10.18.2009

Waste Not


When I saw this show, "Waste Not," by Song Dong at the Museum of Modern Art in early September, I was overwhelmed by the obvious love that went into its creation: the love of a son who wanted to help his mother, whose dilapidated home was going to be bulldozed by the Chinese government; the love of the two together to sort and save the objects; the love of the volunteers around the world who carefully laid out each plastic bottle and old toothpaste tube as an object to be as worthy of contemplation and regard as any priceless work of art. The rows of tattered shoes, the tower of brown-gray soap dried in the sun and saved from the 1960s, the pieces of Styrofoam from electronic equipment, the bundles of chopsticks and old crayons, the paper shopping bags--it was seemingly endless.

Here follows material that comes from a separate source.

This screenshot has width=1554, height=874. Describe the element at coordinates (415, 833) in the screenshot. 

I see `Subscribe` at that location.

This was a woman's life, as well as her security against another period of want, and, perhaps most movingly, her physical scrapbook of a family's life.

The exhibition, which has been shown in Asia and Europe, was received well. Song Dong's mother, Zhao Ziangyuan, was happy to be a part of the show, taking visitors on tours through the space, explaining different objects. But she died in early 2009, after finally relocating to an apartment complex. Always a lover of living creatures, she saw a wounded bird in a tree and climbed up in a step ladder to free it--and then fell. In the New York Times review of the show, critic Holland Cotter intimated that perhaps, released of her worldly possessions and of her past, Zhao Ziangyuan was able to release herself as well.

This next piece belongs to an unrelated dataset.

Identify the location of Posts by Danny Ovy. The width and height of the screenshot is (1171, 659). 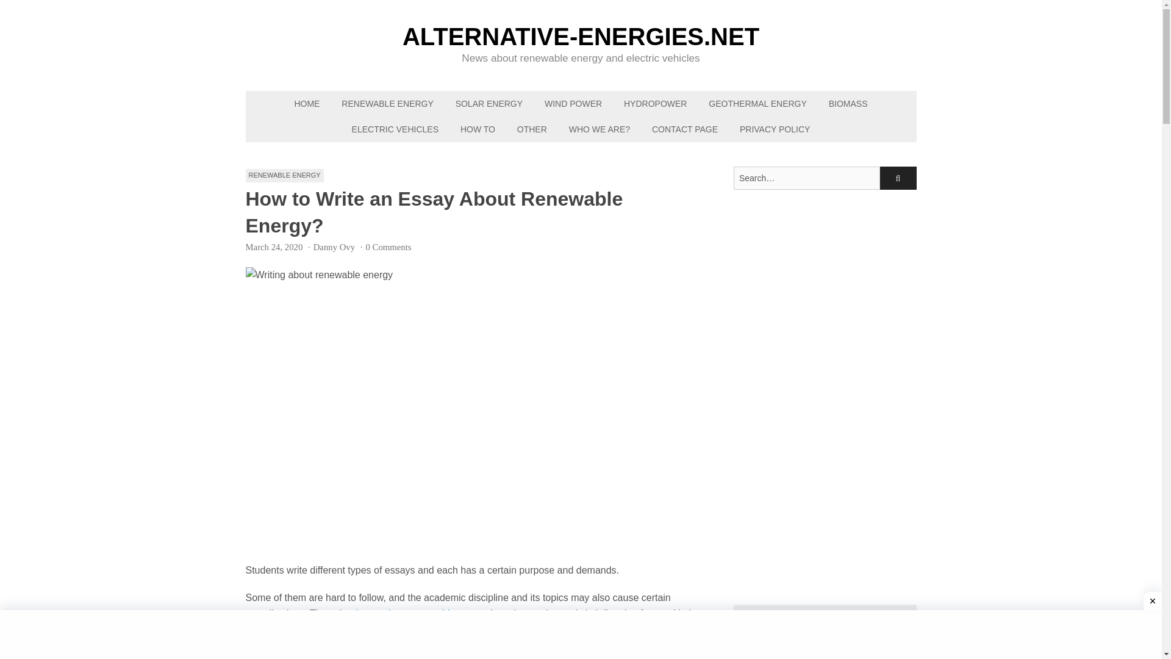
(334, 246).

The whole experience of making my way through the show was like a walking meditation, a kind of waking remembrance of my own family's habits and valuation of objects. The everyday item--the stub of a pencil, the chopstick without a mate--somehow is a potent symbol of potential and salvation. Lost in a flood? That chopstick could be the crucial item in lashing together a raft to safety. A flint of soap, a length of satin ribbon, a plastic lidded container once filled with yogurt--these were things you had for free that could save your life on a really bad day. Car break down? Roof leaking? Pipe burst? Toaster oven explode? You could have in your possession already the very thing that could put everything all right again.

There are special words for this kind of activity now. "Re-purposing" is probably my favorite. It may just be a nice way of saying that is one is choosing to re-use old crap. In our sudden awareness of our environment and the dim effects of climate change, it's suddenly trendy to practice this type of thrift, embraced with the thrill of extreme sports. But the reverence with which Song Dong chose to honor his mother's lifelong personal practice of conservation--a survivalist's response to deprivation--is more poignant and resonant.